How Iowa could slow Trump's roll
The former president has a huge lead, but will he meet expectations?
A quick note: I’ll have more to say about the Iowa Caucuses before Monday, but I wrote this piece last month, and I thought I’d bump it up on the page given that we’re in the home stretch. As of Friday, the polls continue to be good for Trump here, but as Adam Nagourney wrote in the New York Times this week, the former president’s biggest rival in Iowa just may be the sky-high expectations he and the polls have set for his campaign, and not Ron DeSantis and Nikki Haley.
The regular rules of politics tend not to apply to Donald Trump, but what if the expectations game still matters in Iowa?
This is the idea that winning isn’t always enough in the first-in-the-nation caucus state; that what really matters is a presidential candidate meets expectations.
The expectations of the media. Of donors. Of party officials and voters in other states.
This is a time-honored tradition in Iowa.
Over the years, I’ve seen a lot of candidates exit the race a day after the caucuses when they didn’t meet expectations. Even some winning candidates have seen Iowa put a hitch in their step because they didn’t win by enough.
Yet, I’ve never seen a candidate with expectations as high as they are for Donald Trump in 2024.

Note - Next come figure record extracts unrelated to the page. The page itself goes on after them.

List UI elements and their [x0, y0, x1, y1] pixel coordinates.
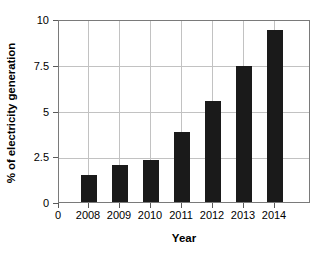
bar-2009	[112, 165, 128, 202]
bar-2011	[174, 132, 190, 202]
x-axis-tick-label: 2010	[138, 209, 162, 221]
x-axis-tick-label: 2012	[200, 209, 224, 221]
bar-2013	[236, 66, 252, 202]
x-axis-line	[58, 202, 310, 203]
y-axis-title: % of electricity generation	[5, 18, 17, 208]
x-axis-tick-mark	[58, 203, 59, 208]
bar-chart: % of electricity generation 10 7.5 5 2.5…	[0, 0, 326, 258]
x-axis-tick-mark	[274, 203, 275, 208]
x-axis-tick-mark	[212, 203, 213, 208]
x-axis-tick-label: 2013	[231, 209, 255, 221]
x-axis-title: Year	[58, 232, 310, 244]
x-axis-tick-label: 0	[55, 209, 61, 221]
x-axis-tick-mark	[88, 203, 89, 208]
x-axis-tick-label: 2011	[169, 209, 193, 221]
x-axis-tick-mark	[119, 203, 120, 208]
plot-area	[58, 20, 310, 203]
x-axis-tick-mark	[181, 203, 182, 208]
y-axis-tick-label: 0	[43, 197, 49, 209]
x-axis-tick-label: 2014	[262, 209, 286, 221]
bar-2010	[143, 160, 159, 202]
bar-2014	[267, 30, 283, 202]
y-axis-tick-label: 7.5	[34, 60, 49, 72]
x-axis-tick-mark	[150, 203, 151, 208]
bar-2008	[81, 175, 97, 202]
bar-2012	[205, 101, 221, 202]
y-axis-line	[58, 20, 59, 203]
x-axis-tick-label: 2009	[107, 209, 131, 221]
y-axis-tick-label: 10	[37, 14, 49, 26]
x-axis-tick-label: 2008	[76, 209, 100, 221]
y-axis-tick-label: 2.5	[34, 151, 49, 163]
x-axis-tick-mark	[243, 203, 244, 208]
bars-layer	[59, 21, 309, 202]
y-axis-tick-label: 5	[43, 106, 49, 118]
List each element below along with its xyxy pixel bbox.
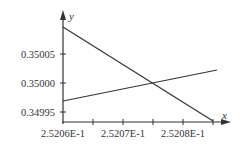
y-axis-arrow-icon <box>60 10 66 20</box>
y-tick-label: 0.35000 <box>21 78 55 89</box>
y-tick-label: 0.35005 <box>21 49 55 60</box>
y-axis-label: y <box>68 10 74 22</box>
chart: y x 0.35005 0.35000 0.34995 2.5206E-1 2.… <box>0 0 244 146</box>
series-decreasing-line <box>63 27 213 121</box>
x-tick-label: 2.5208E-1 <box>161 128 205 139</box>
x-tick-label: 2.5207E-1 <box>101 128 145 139</box>
x-axis-label: x <box>221 109 227 121</box>
x-tick-label: 2.5206E-1 <box>41 128 85 139</box>
y-tick-label: 0.34995 <box>21 107 55 118</box>
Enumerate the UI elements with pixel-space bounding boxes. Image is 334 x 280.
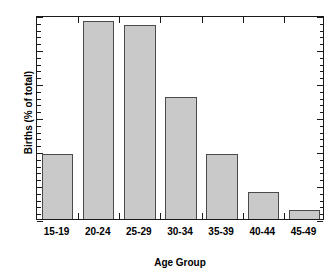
bar[interactable] [289, 210, 320, 219]
bar[interactable] [42, 154, 73, 219]
bar-slot [78, 17, 119, 219]
bar-slot [243, 17, 284, 219]
bar-slot [160, 17, 201, 219]
bar[interactable] [206, 154, 237, 219]
y-axis-major-tick [37, 221, 43, 222]
bar[interactable] [248, 192, 279, 219]
bar-slot [119, 17, 160, 219]
plot-area [36, 16, 324, 220]
bar-slot [284, 17, 325, 219]
bar-slot [202, 17, 243, 219]
bar-chart-figure: Births (% of total) 051015202530 15-1920… [0, 0, 334, 280]
bar[interactable] [83, 21, 114, 219]
y-axis-major-tick [317, 221, 323, 222]
bars-layer [37, 17, 323, 219]
bar[interactable] [124, 25, 155, 219]
x-axis-title: Age Group [36, 257, 324, 268]
bar-slot [37, 17, 78, 219]
y-axis-title: Births (% of total) [23, 28, 34, 198]
x-axis-tick-label: 45-49 [275, 226, 331, 237]
bar[interactable] [165, 97, 196, 219]
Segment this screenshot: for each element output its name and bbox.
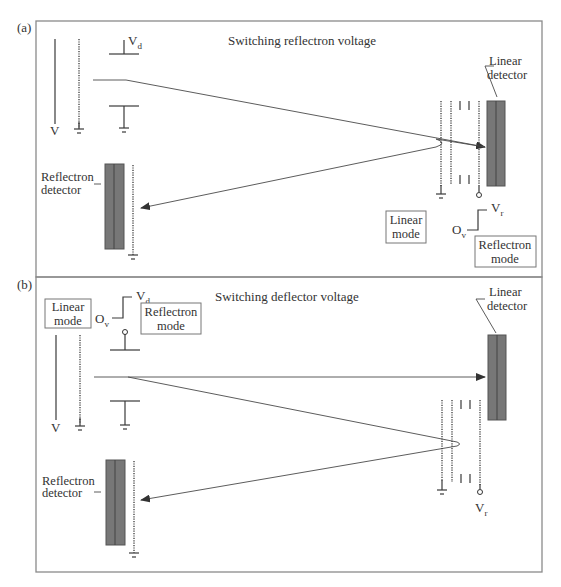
reflectron-terminal-icon: [477, 193, 482, 198]
linear-detector-label: Linear: [489, 54, 522, 68]
panel-b-label: (b): [17, 277, 32, 292]
reflectron-terminal-icon: [478, 490, 483, 495]
linear-detector-label: Linear: [489, 285, 522, 299]
panel-b-title: Switching deflector voltage: [215, 289, 359, 304]
deflector-voltage-label: Vd: [128, 33, 142, 51]
turnaround-path: [436, 139, 485, 147]
svg-text:detector: detector: [41, 183, 82, 197]
svg-text:mode: mode: [392, 227, 420, 241]
ion-path-to-reflectron-detector: [141, 446, 457, 500]
source-voltage-label: V: [51, 420, 61, 435]
tof-reflectron-diagram: (a) Switching reflectron voltage V Vd: [0, 0, 561, 587]
svg-text:Ov: Ov: [452, 222, 466, 240]
reflectron-b: Vr: [437, 400, 487, 518]
step-voltage-icon: [112, 297, 132, 318]
mode-switch-a: Linear mode Ov Vr Reflectron mode: [386, 200, 536, 267]
svg-text:Linear: Linear: [390, 213, 423, 227]
svg-text:Vr: Vr: [491, 200, 503, 218]
svg-text:detector: detector: [487, 68, 528, 82]
panel-a: (a) Switching reflectron voltage V Vd: [17, 20, 542, 277]
ion-path-to-reflectron: [128, 377, 457, 442]
svg-text:mode: mode: [491, 252, 519, 266]
reflectron-detector-label: Reflectron: [41, 170, 95, 184]
deflector-terminal-icon: [123, 330, 128, 335]
deflector-b: [110, 330, 140, 430]
ion-source-b: V: [51, 335, 85, 435]
panel-b: (b) Switching deflector voltage Linear m…: [17, 277, 542, 572]
svg-text:Reflectron: Reflectron: [145, 305, 199, 319]
svg-text:detector: detector: [487, 299, 528, 313]
panel-a-title: Switching reflectron voltage: [228, 33, 376, 48]
ion-path-to-reflectron: [93, 80, 485, 147]
reflectron-a: [436, 101, 482, 198]
svg-text:detector: detector: [42, 486, 83, 500]
svg-text:Ov: Ov: [95, 311, 109, 329]
ion-path-to-reflectron-detector: [141, 147, 436, 208]
svg-text:Vr: Vr: [475, 500, 487, 518]
svg-text:Reflectron: Reflectron: [479, 238, 533, 252]
reflectron-detector-a: Reflectron detector: [41, 164, 138, 259]
ion-source-a: V: [50, 39, 84, 138]
reflectron-detector-b: Reflectron detector: [42, 460, 139, 557]
linear-detector-a: Linear detector: [485, 54, 528, 186]
linear-detector-b: Linear detector: [476, 285, 528, 420]
step-voltage-icon: [467, 210, 487, 230]
svg-text:mode: mode: [157, 319, 185, 333]
panel-a-label: (a): [17, 20, 31, 35]
svg-text:Linear: Linear: [52, 300, 85, 314]
mode-switch-b: Linear mode Ov Vd Reflectron mode: [45, 288, 201, 334]
svg-text:mode: mode: [54, 314, 82, 328]
source-voltage-label: V: [50, 123, 60, 138]
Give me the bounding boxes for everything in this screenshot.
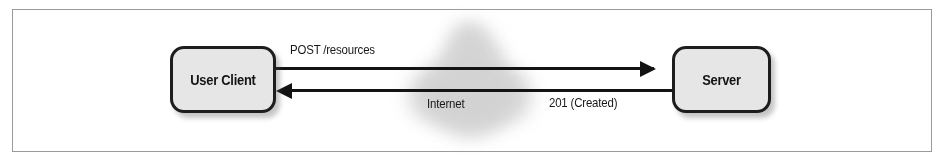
internet-cloud-label: Internet (427, 96, 464, 111)
response-arrowhead-icon (276, 83, 292, 99)
node-user-client-label: User Client (190, 71, 255, 88)
response-arrow-label: 201 (Created) (549, 95, 617, 110)
request-arrowhead-icon (640, 61, 656, 77)
diagram-figure: User Client Server POST /resources 201 (… (0, 0, 946, 163)
node-server: Server (672, 46, 771, 113)
node-user-client: User Client (170, 46, 276, 113)
figure-border (12, 9, 932, 152)
node-server-label: Server (702, 71, 741, 88)
response-arrow-line (292, 89, 672, 92)
request-arrow-line (276, 67, 654, 70)
request-arrow-label: POST /resources (290, 42, 375, 57)
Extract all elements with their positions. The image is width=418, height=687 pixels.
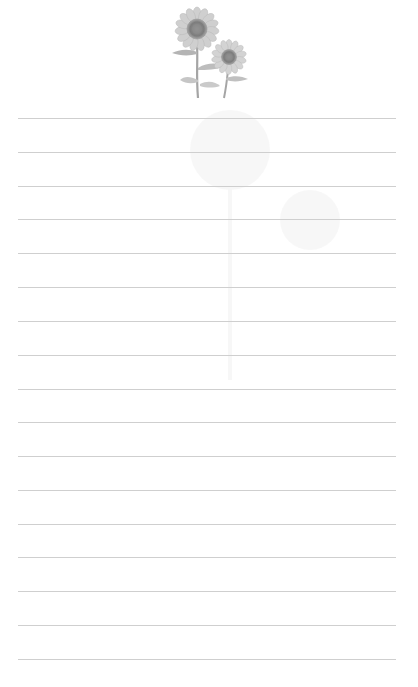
ruled-line: [18, 118, 396, 119]
ruled-line: [18, 625, 396, 626]
ruled-line: [18, 524, 396, 525]
ruled-line: [18, 152, 396, 153]
ruled-line: [18, 287, 396, 288]
ruled-line: [18, 389, 396, 390]
ruled-line: [18, 321, 396, 322]
sunflower-illustration-icon: [160, 0, 260, 100]
ruled-line: [18, 557, 396, 558]
ruled-line: [18, 659, 396, 660]
ruled-line: [18, 591, 396, 592]
faint-sunflower-watermark-icon: [150, 90, 380, 410]
ruled-line: [18, 355, 396, 356]
ruled-line: [18, 186, 396, 187]
ruled-line: [18, 490, 396, 491]
lined-paper: [0, 0, 418, 687]
ruled-line: [18, 253, 396, 254]
ruled-line: [18, 422, 396, 423]
ruled-line: [18, 456, 396, 457]
ruled-line: [18, 219, 396, 220]
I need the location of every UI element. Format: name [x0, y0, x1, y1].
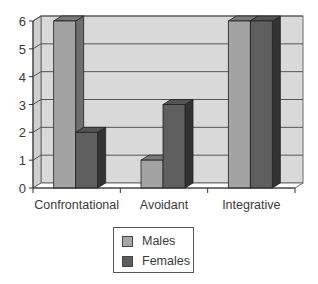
legend-label-males: Males — [142, 234, 175, 248]
y-tick-label: 5 — [19, 42, 26, 57]
x-category-label: Integrative — [222, 198, 280, 212]
legend-label-females: Females — [142, 254, 190, 268]
legend: Males Females — [113, 227, 194, 273]
y-tick-label: 3 — [19, 98, 26, 113]
bar-females-avoidant — [163, 100, 193, 189]
legend-item-males: Males — [122, 233, 175, 249]
bar-females-integrative — [250, 16, 280, 188]
y-tick-label: 0 — [19, 181, 26, 196]
legend-swatch-males — [122, 236, 133, 247]
y-tick-label: 2 — [19, 125, 26, 140]
legend-swatch-females — [122, 256, 133, 267]
x-category-label: Confrontational — [34, 198, 119, 212]
legend-item-females: Females — [122, 253, 190, 269]
x-axis-categories: ConfrontationalAvoidantIntegrative — [34, 198, 280, 212]
x-category-label: Avoidant — [140, 198, 189, 212]
y-tick-label: 1 — [19, 153, 26, 168]
y-axis-ticks: 0123456 — [19, 14, 33, 196]
bar-females-confrontational — [76, 127, 106, 188]
y-tick-label: 4 — [19, 70, 26, 85]
y-tick-label: 6 — [19, 14, 26, 29]
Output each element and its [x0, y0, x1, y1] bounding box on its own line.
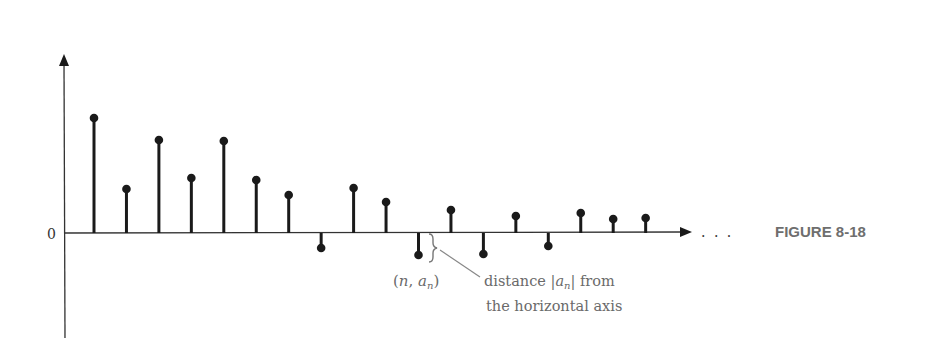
y-axis-arrow-icon [59, 54, 69, 66]
stem-plot: 0 . . . (n, an) distance |an| from the h… [0, 0, 935, 352]
stem-point [512, 212, 521, 221]
stem-point [220, 137, 229, 146]
stem-point [447, 206, 456, 215]
stem-point [414, 251, 423, 260]
stem-point [252, 176, 261, 185]
x-axis-arrow-icon [680, 227, 692, 237]
stem-point [576, 209, 585, 218]
stem-point [187, 174, 196, 183]
stem-point [155, 136, 164, 145]
x-axis [64, 232, 682, 233]
stem-point [284, 191, 293, 200]
stem-point [349, 184, 358, 193]
annotation-line-2: the horizontal axis [486, 298, 622, 314]
point-label: (n, an) [393, 272, 439, 291]
stems-group [90, 114, 650, 260]
stem-point [382, 198, 391, 207]
zero-label: 0 [47, 226, 56, 242]
stem-point [609, 215, 618, 224]
stem-point [641, 214, 650, 223]
y-axis [64, 62, 65, 338]
stem-point [544, 242, 553, 251]
brace-icon [429, 234, 437, 262]
stem-point [90, 114, 99, 123]
annotation-line-1: distance |an| from [484, 273, 615, 291]
figure-label: FIGURE 8-18 [775, 223, 866, 240]
annotation-leader-line [440, 250, 480, 277]
ellipsis: . . . [701, 224, 733, 240]
stem-point [122, 185, 131, 194]
stem-point [317, 244, 326, 253]
stem-point [479, 250, 488, 259]
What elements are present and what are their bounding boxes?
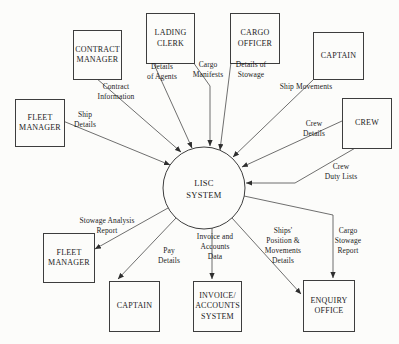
flow-label-ship-movements: Ship Movements — [268, 82, 344, 92]
flow-label-crew-duty-lists: Crew Duty Lists — [315, 162, 367, 182]
entity-captain-top: CAPTAIN — [313, 32, 364, 80]
entity-fleet-manager-top: FLEET MANAGER — [15, 99, 65, 147]
flow-label-stowage-analysis-report: Stowage Analysis Report — [69, 216, 145, 236]
entity-contract-manager: CONTRACT MANAGER — [73, 30, 122, 80]
entity-fleet-manager-bottom: FLEET MANAGER — [43, 233, 95, 283]
flow-label-details-of-stowage: Details of Stowage — [225, 60, 277, 80]
flow-label-contract-information: Contract Information — [88, 82, 144, 102]
flow-label-cargo-stowage-report: Cargo Stowage Report — [322, 226, 374, 256]
entity-captain-bottom: CAPTAIN — [109, 281, 160, 332]
lisc-system-context-diagram: LISC SYSTEM CONTRACT MANAGER LADING CLER… — [0, 0, 399, 344]
flow-label-crew-details: Crew Details — [292, 119, 336, 139]
entity-lading-clerk: LADING CLERK — [146, 13, 195, 64]
entity-enquiry-office: ENQUIRY OFFICE — [303, 280, 355, 332]
flow-label-details-of-agents: Details of Agents — [138, 62, 186, 82]
entity-cargo-officer: CARGO OFFICER — [230, 13, 280, 64]
process-label-lisc-system: LISC SYSTEM — [174, 177, 234, 202]
flow-label-pay-details: Pay Details — [149, 246, 189, 266]
flow-label-invoice-and-accounts-data: Invoice and Accounts Data — [187, 232, 243, 262]
entity-crew: CREW — [342, 98, 392, 149]
entity-invoice-accounts-system: INVOICE/ ACCOUNTS SYSTEM — [193, 281, 242, 332]
flow-label-ships-position-movements-details: Ships' Position & Movements Details — [253, 226, 313, 266]
flow-label-ship-details: Ship Details — [65, 110, 105, 130]
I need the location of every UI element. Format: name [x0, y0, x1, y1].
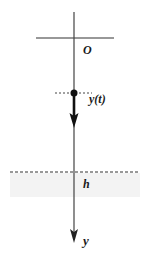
height-label: h: [83, 177, 90, 191]
falling-object-diagram: O y(t) h y: [0, 0, 150, 257]
position-label: y(t): [87, 92, 106, 106]
ground-shade: [10, 173, 140, 197]
origin-label: O: [83, 43, 92, 57]
y-axis-label: y: [81, 233, 89, 248]
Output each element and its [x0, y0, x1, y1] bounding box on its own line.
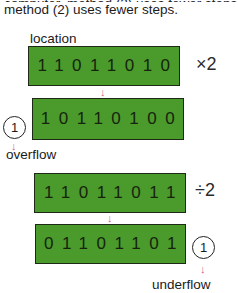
register-original-multiply: 11011010	[28, 46, 180, 86]
register-bits: 11011011	[44, 183, 184, 203]
register-bits: 10110100	[41, 109, 183, 129]
register-shifted-right: 01101101	[35, 224, 186, 264]
shift-down-arrow-icon: ↓	[100, 87, 106, 97]
underflow-arrow-icon: ↓	[200, 264, 206, 274]
register-bits: 11011010	[37, 56, 178, 76]
register-bits: 01101101	[44, 234, 185, 254]
divide-by-two-label: ÷2	[195, 180, 215, 201]
underflow-label: underflow	[152, 277, 211, 292]
overflow-bit: 1	[11, 120, 18, 135]
intro-text: computer, method (2) uses fewer steps. m…	[4, 0, 238, 17]
location-label: location	[30, 31, 77, 46]
register-original-divide: 11011011	[34, 173, 186, 213]
underflow-bit: 1	[200, 240, 207, 255]
intro-line: method (2) uses fewer steps.	[4, 2, 178, 17]
underflow-bit-circle: 1	[192, 236, 215, 259]
overflow-bit-circle: 1	[3, 116, 26, 139]
multiply-by-two-label: ×2	[196, 54, 217, 75]
overflow-label: overflow	[6, 147, 56, 162]
register-shifted-left: 10110100	[32, 98, 184, 140]
shift-down-arrow-icon: ↓	[107, 213, 113, 223]
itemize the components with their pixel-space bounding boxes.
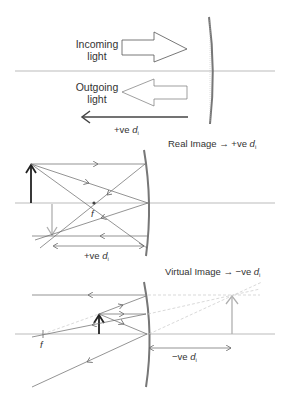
virtual-image-distance-label: −ve di [172,351,197,366]
ray-to-vertex [99,314,147,334]
outgoing-light-arrow [122,79,187,106]
incoming-label-line1: Incoming [72,38,122,50]
ray-to-vertex [31,164,148,203]
real-image-title: Real Image → +ve di [168,138,256,153]
bottom-panel [15,282,275,387]
focal-point-label: f [40,339,43,351]
real-image-title-sub: i [255,144,256,150]
real-distance-sub: i [108,256,109,262]
focal-point-label: f [91,208,94,220]
outgoing-label-line2: light [72,93,122,105]
virtual-image-title-prefix: Virtual Image → −ve [165,266,254,277]
ray-reflected-from-vertex [32,334,147,387]
middle-panel [15,150,275,256]
focal-point [92,201,95,204]
virtual-image-title-sub: i [259,272,260,278]
concave-mirror [144,282,150,387]
real-image-title-prefix: Real Image → +ve [168,138,250,149]
virtual-distance-prefix: −ve [172,351,190,362]
ray-incident [99,296,146,314]
virtual-image-title: Virtual Image → −ve di [165,266,260,281]
incoming-light-label: Incoming light [72,38,122,62]
real-image-distance-label: +ve di [84,250,109,265]
incoming-light-arrow [122,32,187,62]
concave-mirror [209,17,213,124]
virtual-ray-extension [149,282,262,334]
real-distance-prefix: +ve [84,250,102,261]
incoming-label-line2: light [72,50,122,62]
virtual-ray-extension [148,289,260,314]
direction-label-prefix: +ve [114,124,132,135]
top-panel [15,17,275,124]
mirror-diagram [0,0,290,403]
direction-label: +ve di [114,124,139,139]
outgoing-light-label: Outgoing light [72,81,122,105]
virtual-distance-sub: i [196,357,197,363]
direction-label-sub: i [138,130,139,136]
outgoing-label-line1: Outgoing [72,81,122,93]
ray-reflected-through-focus [32,314,146,337]
virtual-ray-extension [43,314,99,334]
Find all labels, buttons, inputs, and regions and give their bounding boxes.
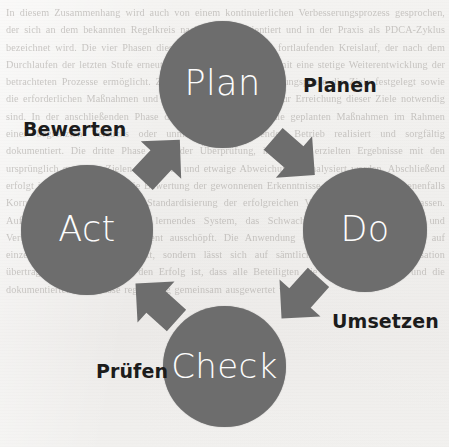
label-umsetzen: Umsetzen [332, 312, 439, 331]
node-check[interactable]: Check [163, 306, 286, 427]
node-do[interactable]: Do [303, 168, 427, 292]
node-plan-label: Plan [184, 66, 260, 101]
pdca-diagram-page: In diesem Zusammenhang wird auch von ein… [0, 0, 449, 447]
node-check-label: Check [171, 349, 278, 383]
node-plan[interactable]: Plan [159, 21, 286, 148]
label-bewerten: Bewerten [23, 120, 126, 139]
node-do-label: Do [340, 212, 389, 247]
pdca-cycle-diagram: Plan Do Check Act [0, 0, 449, 447]
label-planen: Planen [303, 76, 377, 95]
label-pruefen: Prüfen [96, 362, 168, 381]
node-act[interactable]: Act [21, 165, 153, 295]
node-act-label: Act [58, 212, 116, 247]
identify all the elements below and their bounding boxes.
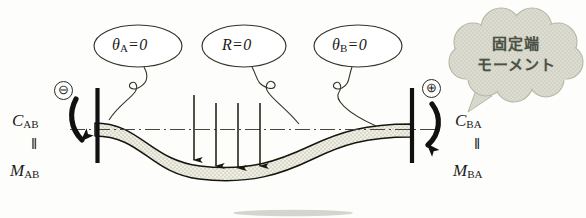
callout-label-reaction: R=0 [222,36,251,54]
theta-a-equals: = [129,36,138,53]
callout-label-theta-b: θB=0 [332,36,367,54]
right-c-symbol: C [455,111,466,130]
page-smudge [233,210,353,216]
reaction-equals: = [233,36,242,53]
callout-label-theta-a: θA=0 [112,36,147,54]
callout-leaders [109,67,376,126]
left-m-symbol: M [10,161,24,180]
deflected-beam [95,123,411,181]
right-m-subscript: BA [467,168,482,180]
diagram-graphics [0,0,586,218]
right-m-symbol: M [453,161,467,180]
left-equals-sign: ‖ [31,135,36,152]
theta-b-value: 0 [359,36,367,53]
minus-circle-icon: ⊖ [54,81,73,100]
left-moment-arrow [72,99,82,140]
left-c-subscript: AB [23,118,38,130]
theta-b-subscript: B [340,42,347,54]
right-moment-label-c: CBA [455,111,482,131]
figure-canvas: θA=0 R=0 θB=0 固定端 モーメント ⊖ ⊕ CAB ‖ MAB CB… [0,0,586,218]
left-c-symbol: C [12,111,23,130]
theta-a-subscript: A [120,42,128,54]
theta-b-equals: = [348,36,357,53]
load-arrows [194,95,260,168]
cloud-text-line-1: 固定端 [466,34,566,54]
reaction-value: 0 [243,36,251,53]
reaction-symbol: R [222,36,232,53]
plus-circle-icon: ⊕ [422,79,441,98]
theta-a-value: 0 [139,36,147,53]
cloud-text-line-2: モーメント [462,55,570,75]
right-c-subscript: BA [466,118,481,130]
theta-a-symbol: θ [112,36,120,53]
left-moment-label-m: MAB [10,161,39,181]
left-m-subscript: AB [24,168,39,180]
left-moment-label-c: CAB [12,111,39,131]
right-moment-arrow [428,104,438,145]
right-equals-sign: ‖ [474,135,479,152]
right-moment-label-m: MBA [453,161,482,181]
theta-b-symbol: θ [332,36,340,53]
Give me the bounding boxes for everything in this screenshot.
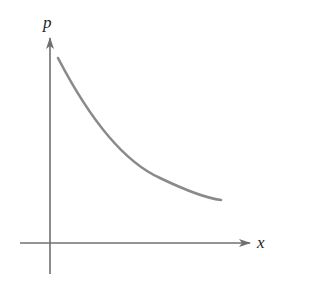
x-axis-label: x: [256, 233, 265, 252]
y-axis-label: p: [42, 13, 52, 32]
demand-curve: [58, 58, 221, 200]
chart-canvas: p x: [0, 0, 310, 293]
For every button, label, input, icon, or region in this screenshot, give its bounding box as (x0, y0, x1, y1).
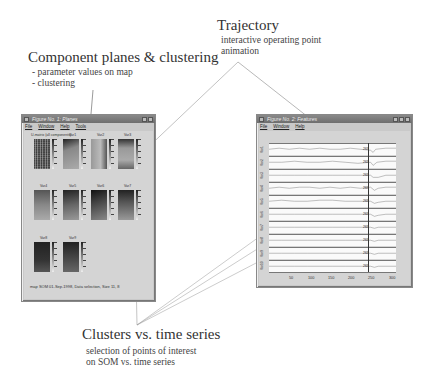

Polls say Trump has a big lead in Iowa.
Ok, it’s not just big. It’s huge.
The RealClearPolitics polling average says 47% of Iowa Republicans support Trump, 30 points better than Ron DeSantis and 33 points better than Nikki Haley. Even the state’s most reliable survey, the Iowa Poll, put Trump ahead by 27 points a month ago.
I think some of this is the bandwagon effect. Iowans, like most Americans, want to be with a winner, and research has shown that this has some effect on a candidate’s polling numbers. Still, the clear narrative from much of the media over the last several months is Donald Trump will inevitably be the Republican nominee. Resistance, they imply, is futile.
Then there’s Trump himself. He anointed himself the winner from the very beginning.
He won’t debate. He’s barely campaigned in Iowa. He takes the state’s farmers for granted, proposing a trade policy that will gut rural Iowa even as he proclaims, “how could a farmer vote against me?”
He trashed a 6-week abortion ban that aligns with the views of most Iowa conservatives, and he promised he’d compromise with the Democrats on a more permissive policy if he wins.
Still, Iowa Republicans love him.
But what happens if, against heady odds, Gov. Kim Reynolds and Bob Vander Plaats can help convince these voters to think again?
Two of the state’s most influential Republicans, Reynolds and Vander Plaats argue Trump isn’t worth the risk of losing to Joe Biden. They say he’s out of step with Iowans on abortion. And Vander Plaats has leveled especially personal criticism at Trump. “I’ve never met a dad or a mom or a grandpa or a grandma who have told me they want their son or daughter, grandchild to grow up to be like him,” Vander Plaats told an interviewer the other day.
If these two can convince enough Iowans, just as they're locking in their choices, to jump off the Trump bandwagon and give DeSantis another look; if they can persuade these voters that Trump is not inevitable; that their deeply held values are not his, this could have an impact on Jan. 15.
So could the accumulation of anti-Trump ads run by the Koch network. Haley, too, is now running ads in Iowa.
This theory is speculation, of course, but it is clear Trump is wary if not worried.
The Donald has decided to drop by Iowa this weekend for events. His campaign also has decided to do something relatively rare: run its own TV ads in Iowa. The ads are reportedly going to use Reynolds’ past words of praise for Trump to blunt her DeSantis endorsement. Which is smart but still a sign Trump is concerned.
You’d think a guy with a 30-point lead wouldn’t bother. Unless Trump's lead is less than meets the eye.
Consider this scenario: If Trump only wins 35% of Iowa’s vote, a mark Vander Plaats mentioned a few weeks ago, that leaves a lot of folks for DeSantis and Haley to divide up, with a smattering left over for a smaller field of also-rans.
Trump probably still wins Iowa, but perhaps it’s only by 10 points. Or maybe just single digits. That’s a pretty big fall for a guy who once led Iowa by 30-plus points.
Maybe then the story shifts from Trump’s aura of inevitability to a sudden decline in support.
It’s true that Trump’s loss in Iowa in 2016 didn’t stop him from winning in New Hampshire. But he also wasn’t leading by 30 points back then.
A lead that shrinks by 20 or more points could slow his roll going into New Hampshire.
It may even create a bandwagon effect for a non-Trump candidate.
For that to happen, of course, it means DeSantis has to drop out if he doesn’t win Iowa. It means if Nikki Haley wins or finishes second in New Hampshire, the rest of the field has to exit and get behind her campaign. (OK, Vivek won’t leave, but who cares?)
These are a lot of pieces that have to fall into place, and some smart political people think if Trump is going to be stopped in 2024, the same person must win both Iowa and New Hampshire.
I don't think that’s likely. But my scenario just might be.